#### Work to complete
Could you write out, exactly as they stand, only the lines in the listing below from the line with "Describe the element at coordinates (283, 420)" to the line with "At what (x,y)", both ends included, without the pictures?

#### Given information
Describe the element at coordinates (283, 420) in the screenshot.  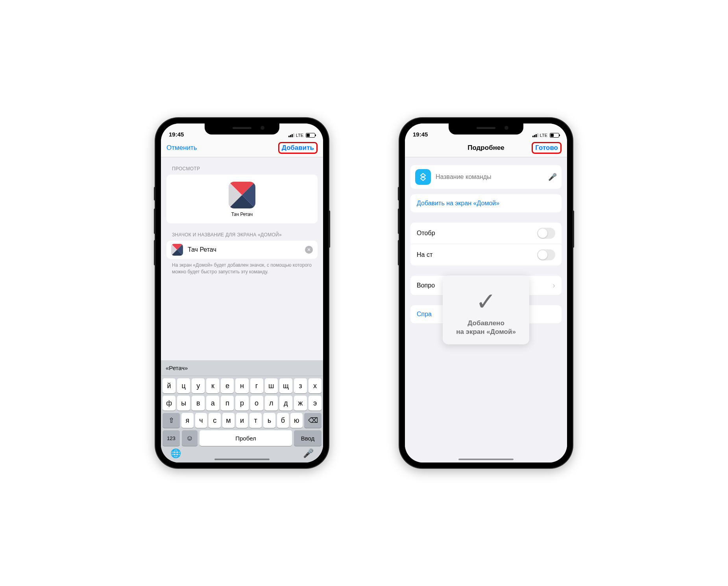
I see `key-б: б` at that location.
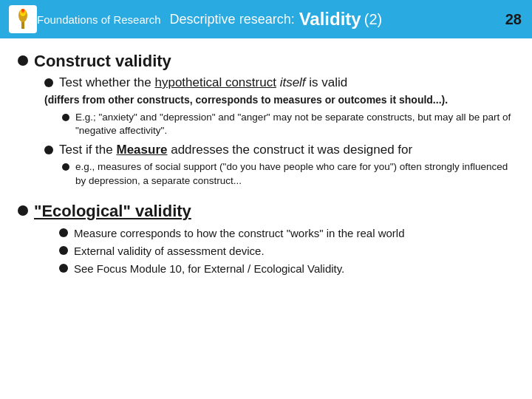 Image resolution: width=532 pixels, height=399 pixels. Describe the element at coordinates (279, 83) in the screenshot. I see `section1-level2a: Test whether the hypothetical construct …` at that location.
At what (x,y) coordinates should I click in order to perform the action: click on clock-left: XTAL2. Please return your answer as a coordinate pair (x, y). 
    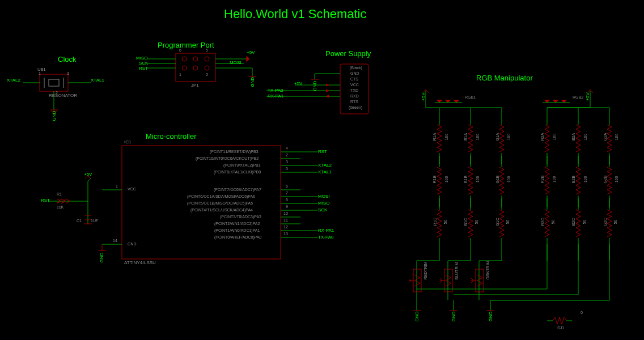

---

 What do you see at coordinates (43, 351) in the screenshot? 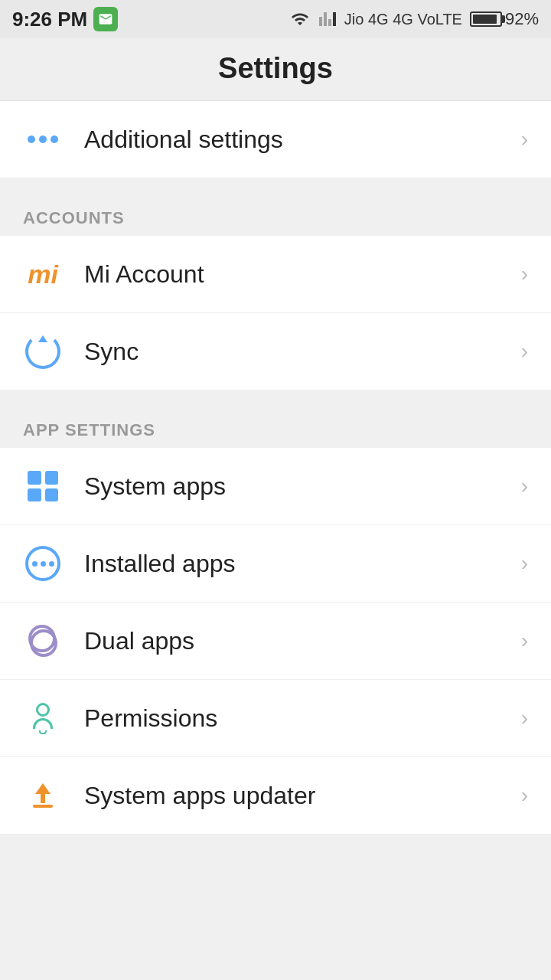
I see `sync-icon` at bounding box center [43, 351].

...

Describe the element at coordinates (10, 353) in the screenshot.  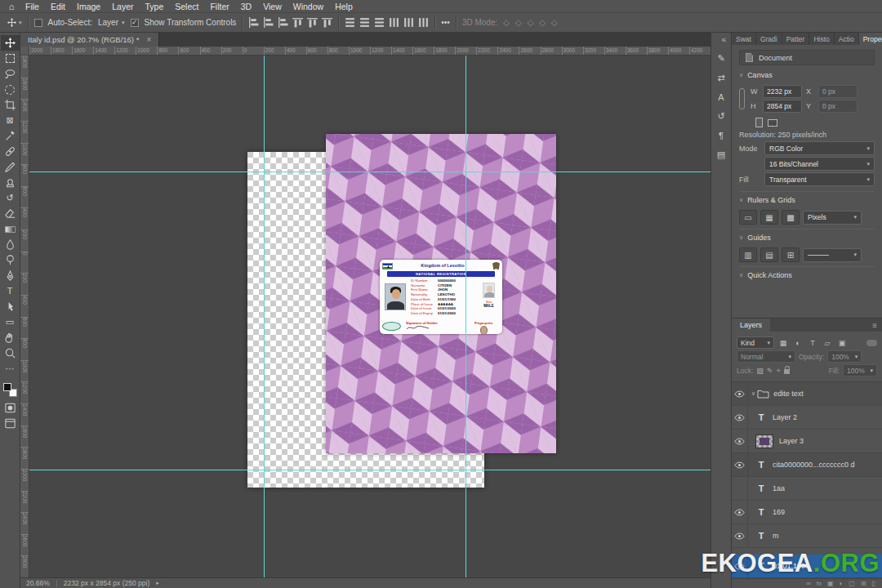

#### Problem solution
Describe the element at coordinates (283, 420) in the screenshot.  
I see `key-б: б` at that location.
 Image resolution: width=532 pixels, height=399 pixels. Describe the element at coordinates (279, 83) in the screenshot. I see `section1-level2a: Test whether the hypothetical construct …` at that location.
At what (x,y) coordinates should I click in order to perform the action: click on clock-left: XTAL2. Please return your answer as a coordinate pair (x, y). 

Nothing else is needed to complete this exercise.